A very Merry Christmas to you all!
I hope you have a wonderful time whatever you are doing today.
In the video and transcript below, I explain how the Tudors celebrated Christmas before moving on to an “on this day” event, the death of Lettice Knollys (married names: Devereux, Dudley and Blount), a woman Elizabeth I called the “she-wolf”…
Transcript:
Christmas Day in Tudor times
Merry Christmas! Today is of course Christmas Day, the official end of Advent and the start of the Twelve Days of Christmas which celebrate the birth of the Messiah, Jesus Christ. For Tudor people, the fasting was now over, and this was a day to celebrate.
Work for those who worked on the land would stop, and spinners were banned from spinning. Work would not start again until Plough Monday, the first Monday after Twelfth Night. The Twelve Days of Christmas were a time for communities to come together and celebrate. People would visit their neighbours and friends and enjoy the Christmas traditions.
The religious celebrations would begin first thing with a mass before dawn and then two further masses later in the day. Congregations held lighted tapers as the genealogy of Christ was sung, before heading home to eat, drink and be merry. Those families who could afford a Christmas feast would celebrate it in style with foods like roast goose, turkey or beef, and Brawn and Mustard (roast wild boar). Other foods enjoyed include the Tudor Christmas pie (a coffin shaped pie crust containing a turkey stuffed with a goose, stuffed with a chicken, stuffed with a partridge, stuffed with a pigeon), the mince pie, which contained 13 ingredients to symbolise Christ and his apostles, souse (pickled pig’s ears and feet), meat puddings, cheese, fruit and nuts, and sweet treats like marchpane, sugar plate, gingerbread, leech (which was a sweet made from milk, sugar and rose-water), tarts and custards. All washed down with plenty of ale or wine. Those Tudors knew how to celebrate in style!
Lettice Knollys
And now for an on this day in history…
On Christmas Day 1634, in the Stuart period, a woman who had been prominent during the reign of Queen Elizabeth I, died at the age of 91. Her name Lettice Blount, but she is also known by her other married names of Devereux and Dudley, and also her maiden name of Knollys.
Lettice died at her home at Drayton Bassett and was buried beside her second husband, Sir Robert Dudley, Earl of Leicester, in the Beauchamp Chapel of the Collegiate Church of St Mary in Warwick.
Here are some facts about Lettice Knollys:
- She was born on 8 November 1543 at Rotherfield Greys in Oxfordshire.
- Lettice was the daughter of Catherine Carey and Sir Francis Knollys, and her maternal grandmother was Mary Boleyn, sister of Queen Anne Boleyn, making her Queen Elizabeth I’s first cousin once removed.
- When she was in her teens, she was appointed to serve Queen Elizabeth as a gentlewoman of the privy chamber.
- She married Walter Devereux, Viscount Hereford and later Earl of Essex, in late 1560 when she was 17. Their children included Penelope, Dorothy and Robert Devereux, later second Earl of Essex and a favourite of Elizabeth I until his downfall and execution in 1601.
- Walter Devereux died in Ireland in 1576 and in 1578 Lettice married the Queen’s favourite, Robert Dudley, Earl of Leicester, in secret, something which infuriated the queen, who referred to Lettice as a “she wolf”. In June 1581, Lettice gave birth to Leicester’s son, Robert, Lord Denbigh, but he sadly died in July 1584.
- Leicester died in September 1588 and in 1589 Lettice married Sir Christopher Blount, her late husband’s Gentleman of the Horse and a man Lettice described as her “best friend”.
- Blount ended up becoming involved in Lettice’s son’s rebellion in 1601 and was executed for treason on 18 March 1601. Lettice’s son had been executed on 25th February 1601.
- There was upset for Lettice in 1604 when Sir Robert Dudley, her second husband’s son by Lady Douglas Sheffield, claimed that his mother had been married to the Earl of Leicester, thereby making Lettice’s marriage to Leicester invalid. However, there was no evidence to support this claim and Lettice’s marriage to Leicester was deemed legal and valid.
- You can visit Lettice and Leicester’s beautiful tomb, complete with effigies, and that of their son, Lord Denbigh, the noble impe, at Warwick today. It’s a beautiful chapel.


**TASK TO CARRY OUT**
Drop the pictures from the entries below, then reproduce the rest exactly.

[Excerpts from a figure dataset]
|---|

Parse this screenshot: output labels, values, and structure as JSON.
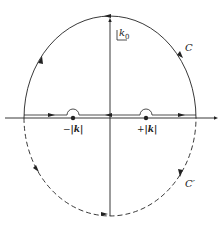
{
  "diagram": {
    "title": "",
    "axis_label": "k0",
    "axis_label_main": "k",
    "axis_label_sub": "0",
    "contour_upper": "C",
    "contour_lower": "C′",
    "poles": [
      {
        "sign": "−",
        "label": "|k|"
      },
      {
        "sign": "+",
        "label": "|k|"
      }
    ],
    "colors": {
      "stroke": "#222222",
      "background": "#ffffff"
    }
  }
}
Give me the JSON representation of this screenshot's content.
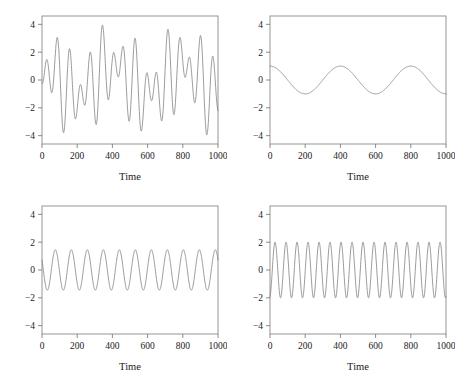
{
  "figure": {
    "layout": "2x2 grid of time series panels",
    "background_color": "#ffffff",
    "line_color": "#7a7a7a",
    "axis_color": "#8a8a8a"
  },
  "chart_data": [
    {
      "type": "line",
      "panel": "top-left",
      "title": "",
      "xlabel": "Time",
      "ylabel": "",
      "xlim": [
        0,
        1000
      ],
      "ylim": [
        -4.6,
        4.6
      ],
      "xticks": [
        0,
        200,
        400,
        600,
        800,
        1000
      ],
      "yticks": [
        -4,
        -2,
        0,
        2,
        4
      ],
      "xtick_labels": [
        "0",
        "200",
        "400",
        "600",
        "800",
        "1000"
      ],
      "ytick_labels": [
        "-4",
        "-2",
        "0",
        "2",
        "4"
      ],
      "grid": false,
      "legend": "none",
      "description": "Sum of three sinusoidal components",
      "components": [
        {
          "amplitude": 1.0,
          "period": 400,
          "phase_deg": 0
        },
        {
          "amplitude": 1.45,
          "period": 90.9,
          "phase_deg": 60
        },
        {
          "amplitude": 2.0,
          "period": 62.5,
          "phase_deg": 195
        }
      ],
      "n_points": 1000,
      "observed_max": 4.1,
      "observed_min": -4.1
    },
    {
      "type": "line",
      "panel": "top-right",
      "title": "",
      "xlabel": "Time",
      "ylabel": "",
      "xlim": [
        0,
        1000
      ],
      "ylim": [
        -4.6,
        4.6
      ],
      "xticks": [
        0,
        200,
        400,
        600,
        800,
        1000
      ],
      "yticks": [
        -4,
        -2,
        0,
        2,
        4
      ],
      "xtick_labels": [
        "0",
        "200",
        "400",
        "600",
        "800",
        "1000"
      ],
      "ytick_labels": [
        "-4",
        "-2",
        "0",
        "2",
        "4"
      ],
      "grid": false,
      "legend": "none",
      "description": "Slow cosine component",
      "components": [
        {
          "amplitude": 1.0,
          "period": 400,
          "phase_deg": 0
        }
      ],
      "n_points": 1000,
      "observed_max": 1.0,
      "observed_min": -1.0
    },
    {
      "type": "line",
      "panel": "bottom-left",
      "title": "",
      "xlabel": "Time",
      "ylabel": "",
      "xlim": [
        0,
        1000
      ],
      "ylim": [
        -4.6,
        4.6
      ],
      "xticks": [
        0,
        200,
        400,
        600,
        800,
        1000
      ],
      "yticks": [
        -4,
        -2,
        0,
        2,
        4
      ],
      "xtick_labels": [
        "0",
        "200",
        "400",
        "600",
        "800",
        "1000"
      ],
      "ytick_labels": [
        "-4",
        "-2",
        "0",
        "2",
        "4"
      ],
      "grid": false,
      "legend": "none",
      "description": "Medium frequency sinusoid, 11 cycles",
      "components": [
        {
          "amplitude": 1.45,
          "period": 90.9,
          "phase_deg": 60
        }
      ],
      "n_points": 1000,
      "observed_max": 1.45,
      "observed_min": -1.45
    },
    {
      "type": "line",
      "panel": "bottom-right",
      "title": "",
      "xlabel": "Time",
      "ylabel": "",
      "xlim": [
        0,
        1000
      ],
      "ylim": [
        -4.6,
        4.6
      ],
      "xticks": [
        0,
        200,
        400,
        600,
        800,
        1000
      ],
      "yticks": [
        -4,
        -2,
        0,
        2,
        4
      ],
      "xtick_labels": [
        "0",
        "200",
        "400",
        "600",
        "800",
        "1000"
      ],
      "ytick_labels": [
        "-4",
        "-2",
        "0",
        "2",
        "4"
      ],
      "grid": false,
      "legend": "none",
      "description": "High frequency sinusoid, 16 cycles",
      "components": [
        {
          "amplitude": 2.0,
          "period": 62.5,
          "phase_deg": 195
        }
      ],
      "n_points": 1000,
      "observed_max": 2.0,
      "observed_min": -2.0
    }
  ]
}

|---|

**COMPLETED EXERCISE**
Parse this screenshot: output labels, values, and structure as JSON.
{
  "diagram": {
    "title": "",
    "axis_label": "k0",
    "axis_label_main": "k",
    "axis_label_sub": "0",
    "contour_upper": "C",
    "contour_lower": "C′",
    "poles": [
      {
        "sign": "−",
        "label": "|k|"
      },
      {
        "sign": "+",
        "label": "|k|"
      }
    ],
    "colors": {
      "stroke": "#222222",
      "background": "#ffffff"
    }
  }
}
Give me the JSON representation of this screenshot's content.
{
  "figure": {
    "layout": "2x2 grid of time series panels",
    "background_color": "#ffffff",
    "line_color": "#7a7a7a",
    "axis_color": "#8a8a8a"
  },
  "chart_data": [
    {
      "type": "line",
      "panel": "top-left",
      "title": "",
      "xlabel": "Time",
      "ylabel": "",
      "xlim": [
        0,
        1000
      ],
      "ylim": [
        -4.6,
        4.6
      ],
      "xticks": [
        0,
        200,
        400,
        600,
        800,
        1000
      ],
      "yticks": [
        -4,
        -2,
        0,
        2,
        4
      ],
      "xtick_labels": [
        "0",
        "200",
        "400",
        "600",
        "800",
        "1000"
      ],
      "ytick_labels": [
        "-4",
        "-2",
        "0",
        "2",
        "4"
      ],
      "grid": false,
      "legend": "none",
      "description": "Sum of three sinusoidal components",
      "components": [
        {
          "amplitude": 1.0,
          "period": 400,
          "phase_deg": 0
        },
        {
          "amplitude": 1.45,
          "period": 90.9,
          "phase_deg": 60
        },
        {
          "amplitude": 2.0,
          "period": 62.5,
          "phase_deg": 195
        }
      ],
      "n_points": 1000,
      "observed_max": 4.1,
      "observed_min": -4.1
    },
    {
      "type": "line",
      "panel": "top-right",
      "title": "",
      "xlabel": "Time",
      "ylabel": "",
      "xlim": [
        0,
        1000
      ],
      "ylim": [
        -4.6,
        4.6
      ],
      "xticks": [
        0,
        200,
        400,
        600,
        800,
        1000
      ],
      "yticks": [
        -4,
        -2,
        0,
        2,
        4
      ],
      "xtick_labels": [
        "0",
        "200",
        "400",
        "600",
        "800",
        "1000"
      ],
      "ytick_labels": [
        "-4",
        "-2",
        "0",
        "2",
        "4"
      ],
      "grid": false,
      "legend": "none",
      "description": "Slow cosine component",
      "components": [
        {
          "amplitude": 1.0,
          "period": 400,
          "phase_deg": 0
        }
      ],
      "n_points": 1000,
      "observed_max": 1.0,
      "observed_min": -1.0
    },
    {
      "type": "line",
      "panel": "bottom-left",
      "title": "",
      "xlabel": "Time",
      "ylabel": "",
      "xlim": [
        0,
        1000
      ],
      "ylim": [
        -4.6,
        4.6
      ],
      "xticks": [
        0,
        200,
        400,
        600,
        800,
        1000
      ],
      "yticks": [
        -4,
        -2,
        0,
        2,
        4
      ],
      "xtick_labels": [
        "0",
        "200",
        "400",
        "600",
        "800",
        "1000"
      ],
      "ytick_labels": [
        "-4",
        "-2",
        "0",
        "2",
        "4"
      ],
      "grid": false,
      "legend": "none",
      "description": "Medium frequency sinusoid, 11 cycles",
      "components": [
        {
          "amplitude": 1.45,
          "period": 90.9,
          "phase_deg": 60
        }
      ],
      "n_points": 1000,
      "observed_max": 1.45,
      "observed_min": -1.45
    },
    {
      "type": "line",
      "panel": "bottom-right",
      "title": "",
      "xlabel": "Time",
      "ylabel": "",
      "xlim": [
        0,
        1000
      ],
      "ylim": [
        -4.6,
        4.6
      ],
      "xticks": [
        0,
        200,
        400,
        600,
        800,
        1000
      ],
      "yticks": [
        -4,
        -2,
        0,
        2,
        4
      ],
      "xtick_labels": [
        "0",
        "200",
        "400",
        "600",
        "800",
        "1000"
      ],
      "ytick_labels": [
        "-4",
        "-2",
        "0",
        "2",
        "4"
      ],
      "grid": false,
      "legend": "none",
      "description": "High frequency sinusoid, 16 cycles",
      "components": [
        {
          "amplitude": 2.0,
          "period": 62.5,
          "phase_deg": 195
        }
      ],
      "n_points": 1000,
      "observed_max": 2.0,
      "observed_min": -2.0
    }
  ]
}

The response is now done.